After graduating from Roslyn High School, Steinhauer graduated from Tufts University in Boston and obtained a master’s degree in public health from Northwestern University in Chicago before holding various jobs, each for about a decade.
He moved to Madison, Wis., to raise a family, ran the health department in Sauk County, helped oversee state licensing of nursing homes for Wisconsin and worked in emergency management for Dane County, writing policies and procedures about managing people with disabilities.
Steinhauer retired, moved to West Palm Beach, and took the yearbook down from a shelf, where he found pictures of familiar people, along with images of two political figures.
“I was astounded that there would be a letter from RFK in the yearbook dated two days before his assassination,” he said. “They happened within 60 days of each other or so. It disrupted my view of the world, how safe it is, and the opportunities. It disrupted what I thought would be the path that Americans took to success.”

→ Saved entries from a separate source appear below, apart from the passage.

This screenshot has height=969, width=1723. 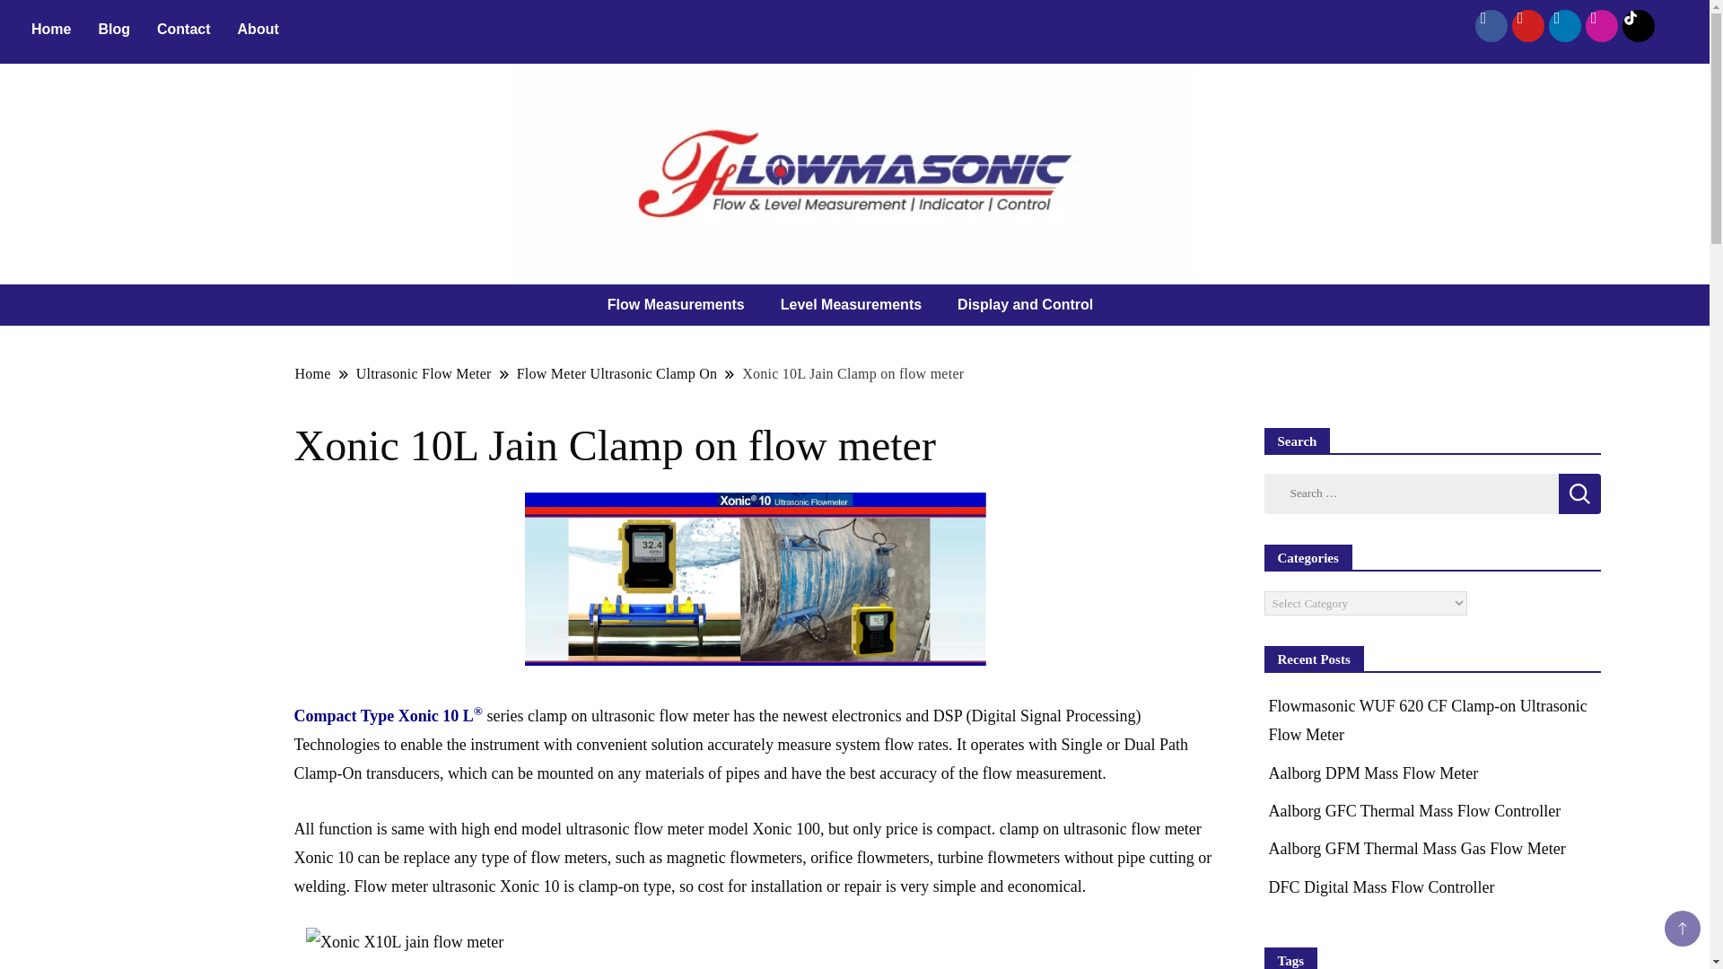 What do you see at coordinates (50, 29) in the screenshot?
I see `Home` at bounding box center [50, 29].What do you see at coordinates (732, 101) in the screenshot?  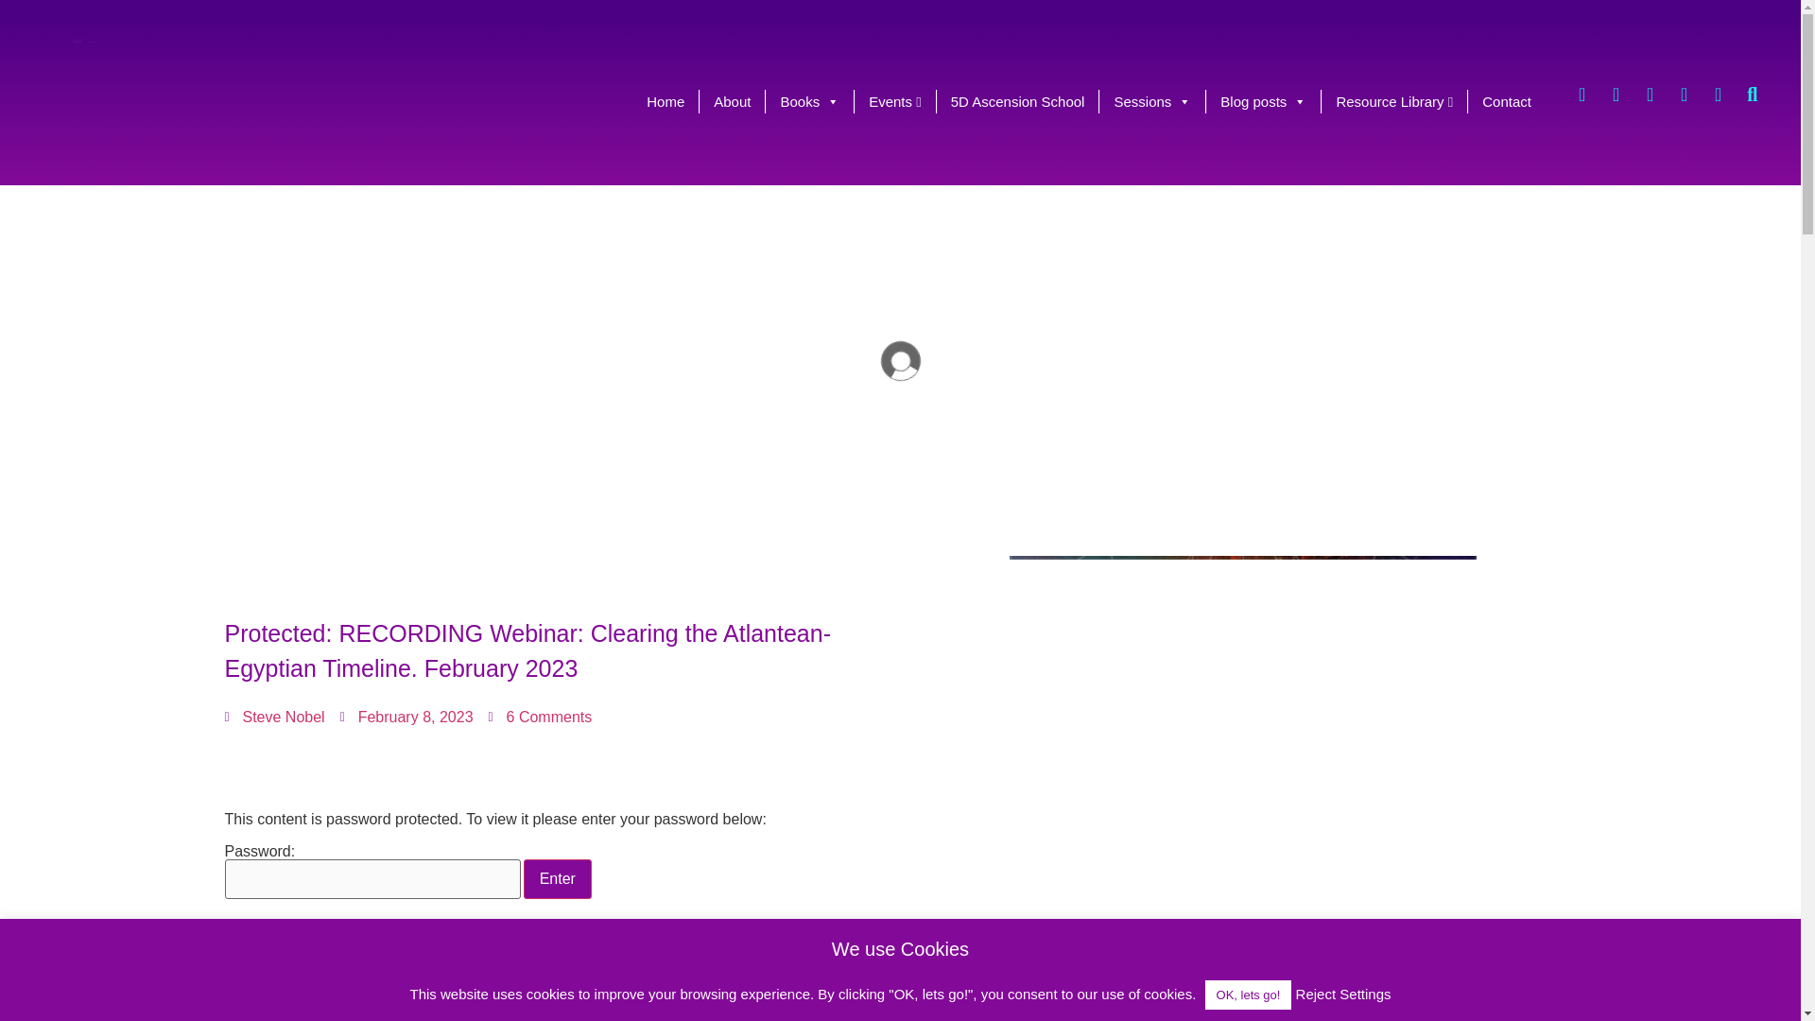 I see `About` at bounding box center [732, 101].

Steinhauer wanted others to see the page to gauge how they would react to the letter. Well over 100 people reacted once he posted it on Facebook under “You Grew Up in Roslyn During the 70s.”
“I figured if I was that intrigued and moved by it that others would be intrigued,” he said of his decision to post in that group. “So many people responded to the Facebook post, 125 or so, mostly with sad emojis. I think that this letter reflects the turmoil of those years. And it still resonates on a deep, personal level even though it was so long ago.”
He said he believes that at that time music was frequently political, including the song “Ohio” about Kent State. And music has brought him back to those years many times and continues to do so.
“I connected to music, songs like Ohio and Woodstock, in August of ’69,” Steinhauer said. “There was a connection between what I’m seeing on this page and the music, culture, the milieu of being a high school student in the late ’60s and seeing this brought back a lot for me.”
Steinhauer believes students made the right decision to include the letter and that yearbooks, in addition to helping people remember their time in high school, are about that time itself, including people who affected those in the yearbook.
“I maintain that’s still true today, by the reaction I got,” Steinhauer said. “ We honor these two men in life and death.”